20112024

Research activity per year

Personal profile

Biography

Helen Wolfenden is a Senior Lecturer in Radio and Journalism at Macquarie University. She is a practice-based researcher whose work examines the conditions under which knowing becomes possible in contemporary media, journalism, and education, with particular attention to the enabling and constraining features of communicative environments that shape whether knowing can occur. Her research is concerned with how communicative forms and practices shape access to knowledge, particularly through voice- and listening-based media that enable meaning to unfold over time.

Helen’s work is grounded in spoken-word media, including radio, podcasting, and audiobooks, understood as sites where questions of authority, voice, authenticity, and communicative access become especially visible. Her doctoral research examined how ABC radio presenters construct on-air identity, and her subsequent scholarship has explored performing authenticity, the often-invisible labour of producers, and emergent audio practices such as pop-up and pandemic-era streaming. She has also co-authored experimental scholarly audio, including collaborative audio publications on the philosopher Günther Anders and the creation of a sonic conclusion for an edited collection on the moral dimensions of humour.

Across her research and teaching, Helen is interested in the relationship between professional practice and academic knowledge, and in how each can inform the other. This focus is reflected in her work in journalism pedagogy and autism-friendly practice, including her involvement in the development and delivery of an autism-friendly journalism course created for the Australian television program The Assembly. The course explored how journalistic questioning and knowledge-making can be shaped through different forms of communicative support, pace, and structure.

Helen is also a Chief Investigator on a major externally funded interdisciplinary research project examining the nutritional advantages of fresh produce, with a particular focus on bioactive compounds. In this work, she contributes expertise in public communication and knowledge translation, exploring how complex scientific research can be made accessible, meaningful, and usable for non-specialist audiences.

Prior to joining Macquarie University, Helen taught journalism, radio, and podcasting at the University of Salford and the University of the West of Scotland. She spent the first part of her professional life as a radio broadcaster with the ABC and the BBC, working as a presenter, producer, manager, and researcher. This sustained professional background continues to inform her research orientation, which is applied, dialogic, and attentive to the ethical dimensions of communicative practice.

Research interests

Helen’s research focuses on the communicative affordances of spoken-word media and related forms of public communication. She is interested in how voice- and listening-based practices shape access to knowledge, authority, and understanding, particularly in journalism, education, and other public-facing contexts.

Her research interests include:

  • spoken-word media, including radio, podcasting, and audiobooks
  • communicative affordances of voice, listening, and temporal narrative
  • professional practice as a site of knowledge production
  • journalism pedagogy and autism-friendly practice
  • communication design and knowledge translation in interdisciplinary research
  • ethical and relational dimensions of public communication

Across these areas, her work examines how communicative practices can enable or constrain who is able to understand, engage with, and use knowledge in meaningful ways.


Images are to be dropped, and the rest of the data reproduced exactly.

DATA SECTION:
**********
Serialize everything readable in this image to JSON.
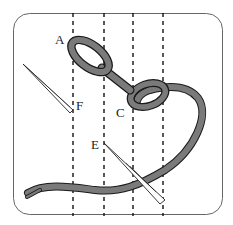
{
  "diagram": {
    "labels": {
      "a": "A",
      "c": "C",
      "e": "E",
      "f": "F"
    },
    "guide_lines": {
      "count": 4,
      "style": "dashed"
    },
    "colors": {
      "thread": "#7a7a7a",
      "outline": "#1a1a1a",
      "frame": "#555555",
      "background": "#ffffff"
    }
  }
}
**********
ANSWER TO THE PROBLEM:
Serialize everything readable in this image to JSON.
{
  "diagram": {
    "labels": {
      "a": "A",
      "c": "C",
      "e": "E",
      "f": "F"
    },
    "guide_lines": {
      "count": 4,
      "style": "dashed"
    },
    "colors": {
      "thread": "#7a7a7a",
      "outline": "#1a1a1a",
      "frame": "#555555",
      "background": "#ffffff"
    }
  }
}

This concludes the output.